**DATASET RECORDS:**

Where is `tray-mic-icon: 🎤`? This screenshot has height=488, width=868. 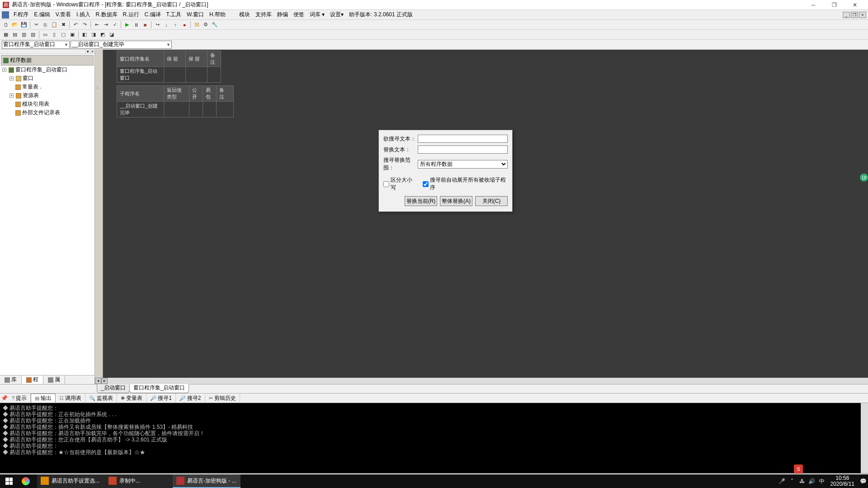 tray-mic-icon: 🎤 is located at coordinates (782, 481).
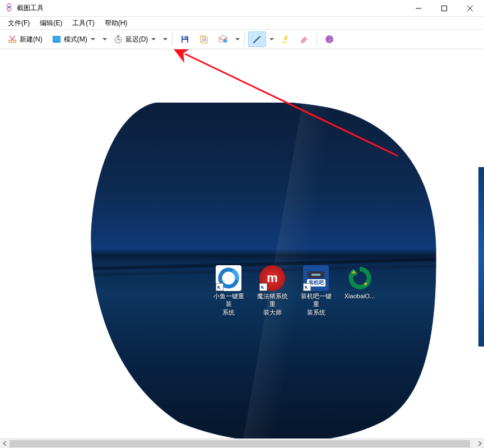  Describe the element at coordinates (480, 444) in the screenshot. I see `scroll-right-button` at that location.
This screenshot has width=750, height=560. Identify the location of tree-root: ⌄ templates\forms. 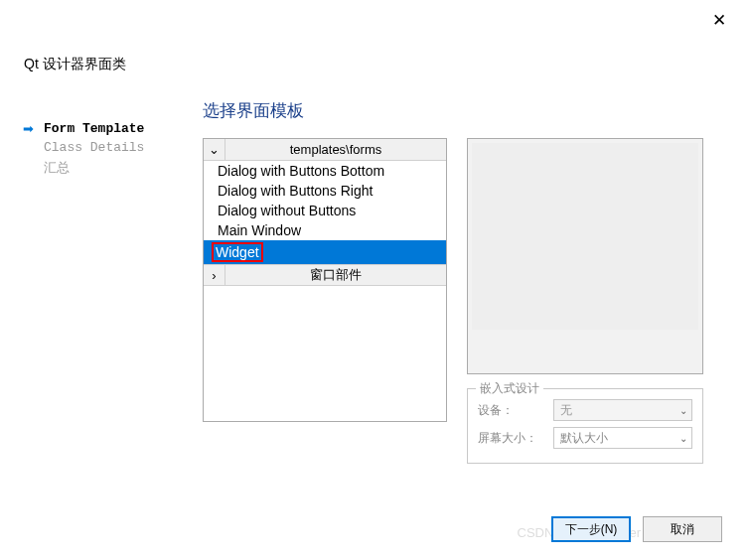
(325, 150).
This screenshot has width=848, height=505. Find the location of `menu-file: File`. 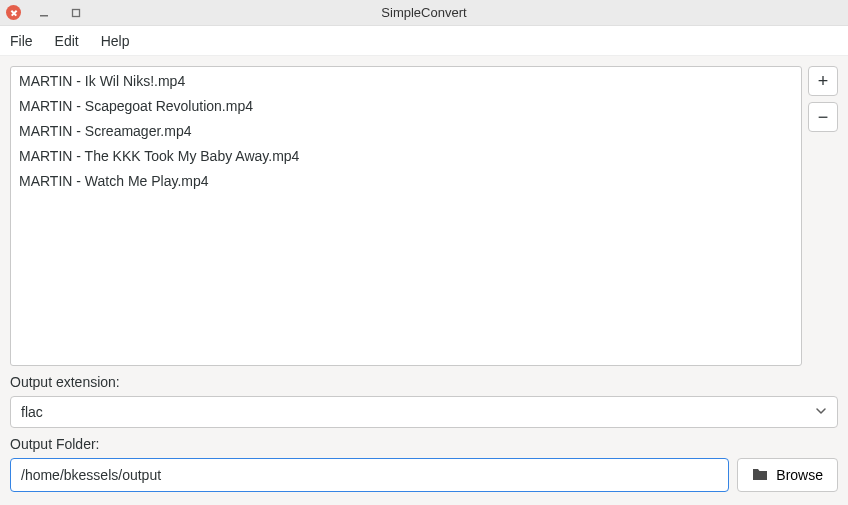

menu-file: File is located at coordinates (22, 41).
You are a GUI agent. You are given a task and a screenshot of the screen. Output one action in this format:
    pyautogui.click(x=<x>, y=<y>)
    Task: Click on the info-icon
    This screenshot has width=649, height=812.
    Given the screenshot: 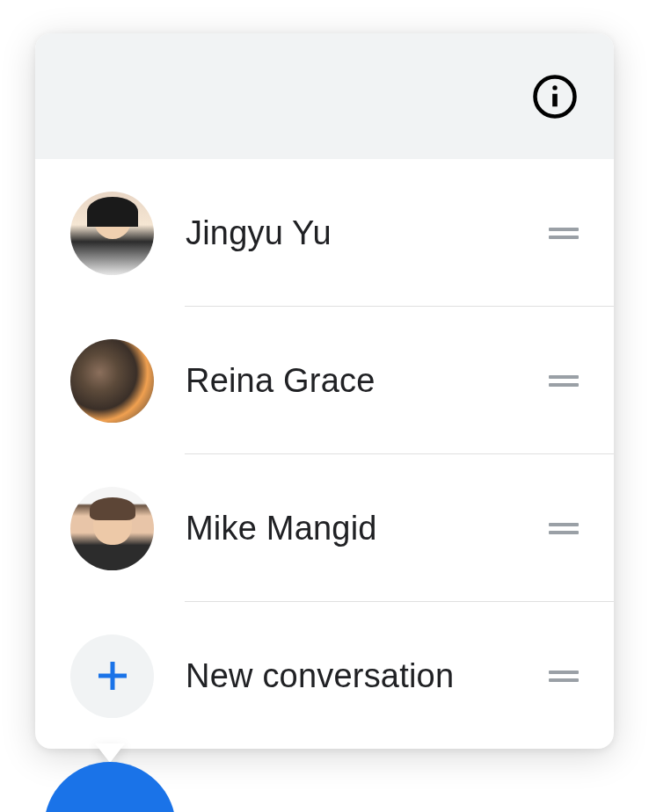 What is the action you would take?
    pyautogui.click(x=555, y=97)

---

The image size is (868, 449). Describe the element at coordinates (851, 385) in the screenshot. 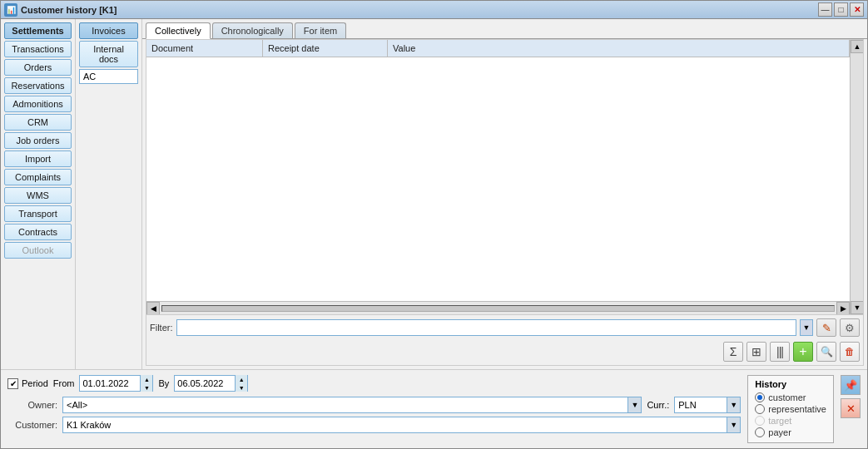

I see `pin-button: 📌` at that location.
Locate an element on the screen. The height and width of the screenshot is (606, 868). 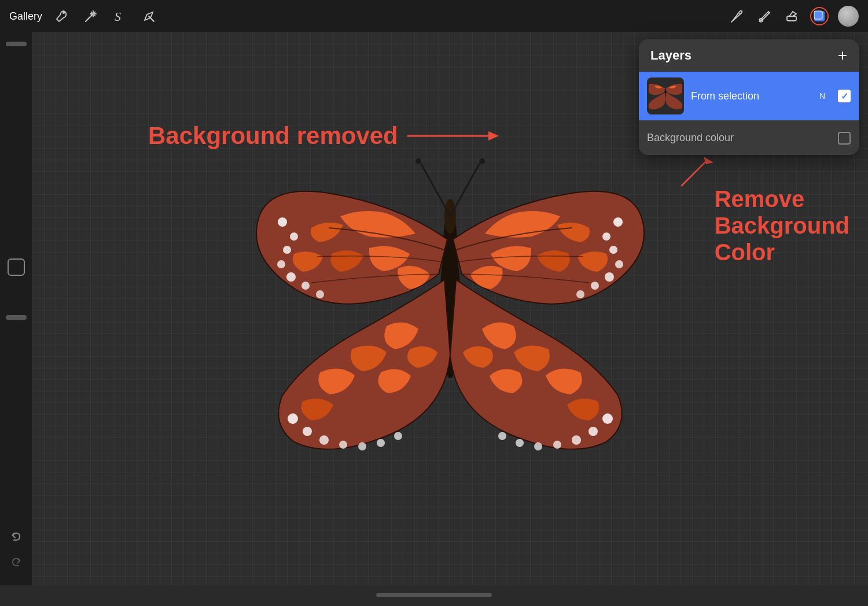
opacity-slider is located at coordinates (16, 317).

...

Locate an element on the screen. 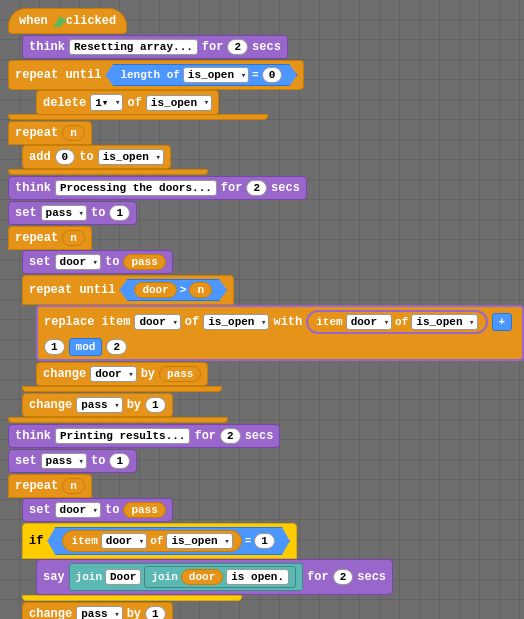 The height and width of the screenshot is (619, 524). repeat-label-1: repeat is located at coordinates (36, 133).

**WHAT THE EXERCISE ASKS:** Nothing but the lines above from the line with "This screenshot has width=848, height=505." up to and including the line with "This screenshot has width=649, height=812." should be returned, exactly as written and without pictures.

**RESPONSE TO THE TASK:**
This screenshot has width=848, height=505. Find the location of `menu-file: File`. 

menu-file: File is located at coordinates (22, 41).
You are a GUI agent. You are given a task and a screenshot of the screen. Output one action in this format:
    pyautogui.click(x=<x>, y=<y>)
    Task: Click on the info-icon
    This screenshot has width=649, height=812.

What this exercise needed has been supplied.